The kind of picture that only exists when nobody is thinking about how they look. On the back, in Diana’s handwriting, “This is who we are. Don’t let anyone tell you otherwise.” He has never shown it to anyone. But the person who saw it just once, briefly, said they never forgot what was written there. The letter was several pages, handwritten.
People who knew Diana’s correspondence said it was the longest personal letter she was known to have written to either of her sons. Nobody has read it except William. But Burrell described what Diana told him about what she wanted it to contain, not the exact words, but the intention behind them. She wanted him to know how she saw him, not as the future king, not as the heir to an institution, as her son, the specific, particular person she had been watching for 15 years.
His patience with Harry when Harry needed patience. The way he listened to people with his whole attention, rather than the performed attention that most people in their world had learned to substitute. The particular expression he had when something moved him and he was trying not to show it. She wanted him to have that version of himself described in her words, from her eyes, for the moments when the institution would offer him a different version.
When people would tell him who he was supposed to be and how he was supposed to present himself and what he was supposed to feel and when he was supposed to feel it. She had been on the receiving end of that process herself. She knew what it did to a person if they had nothing to hold on to. She wanted him to have something to hold on to.
She wrote it the way she spoke when she wasn’t being careful without management. Without the version of herself that had learned to navigate rooms. Just her voice, plain and direct, saying what she actually thought. About him. For him. For the day when he would be old enough to need it. The third thing in the box, the small object that William’s friend glimpsed, nobody knows for certain what it was.

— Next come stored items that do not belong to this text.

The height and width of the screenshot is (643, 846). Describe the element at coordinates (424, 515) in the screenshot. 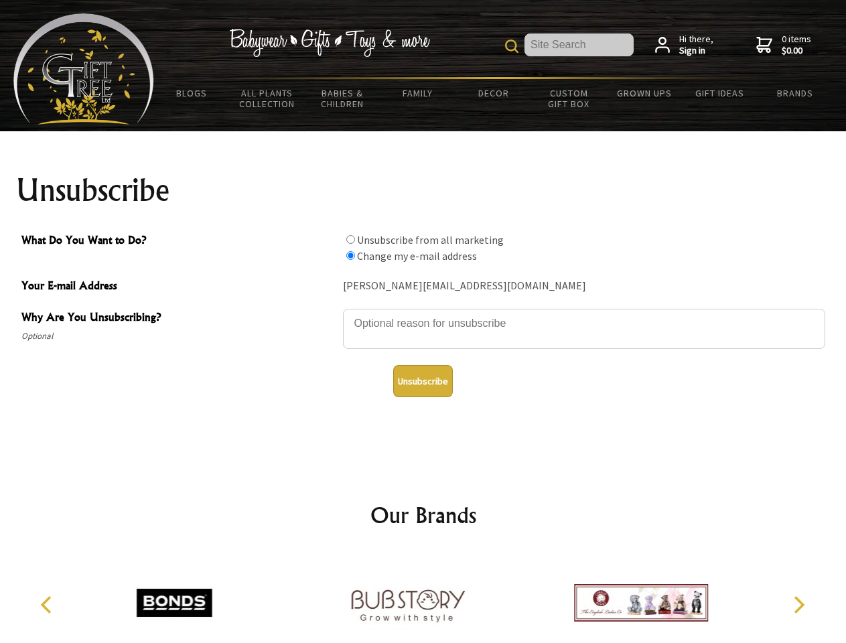

I see `h2: Our Brands` at that location.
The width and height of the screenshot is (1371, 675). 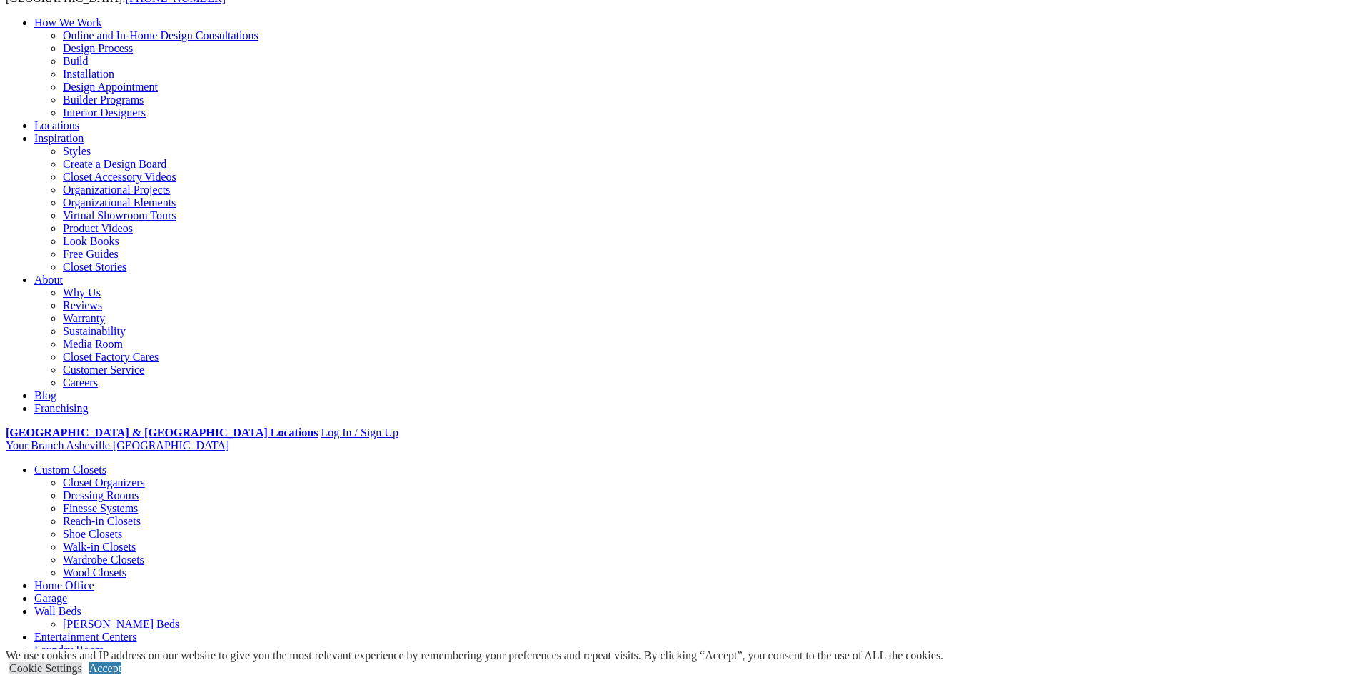 What do you see at coordinates (93, 343) in the screenshot?
I see `a: Media Room` at bounding box center [93, 343].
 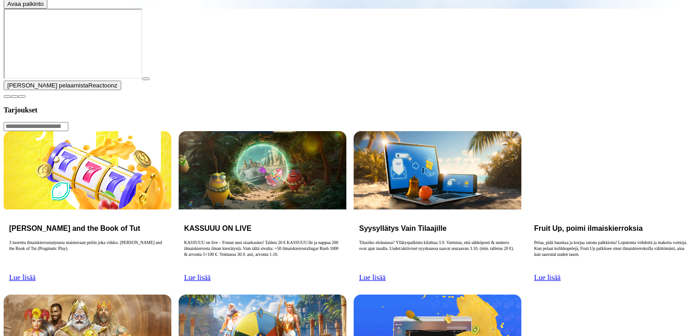 What do you see at coordinates (262, 170) in the screenshot?
I see `img: KASSUUU ON LIVE` at bounding box center [262, 170].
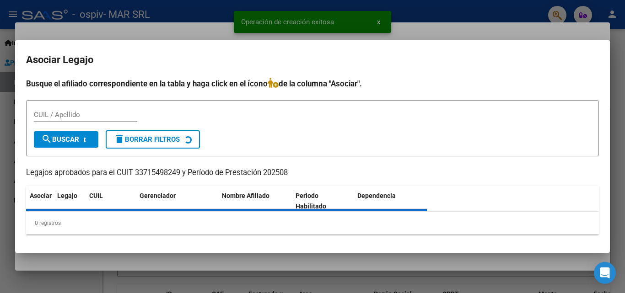 This screenshot has width=625, height=293. Describe the element at coordinates (153, 140) in the screenshot. I see `button: Borrar Filtros` at that location.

Some people who were close to Diana have theories. A piece of jewelry. Something she had carried for years and wanted him to have. Something that had meaning between the two of them that no one else would understand. He kept it after he opened the box. He has been seen with it since. Occasionally, something small, held briefly, put away again.
He has never been asked about it directly. Nobody who knows what it is has said. William turned 18 on the 21st of June, 2000. Diana had been gone for 2 years and 10 months. The key had been around his neck for almost 3 years. He had never opened the box. Not yet. He was at Highgrove with his father and Harry and a small group of family.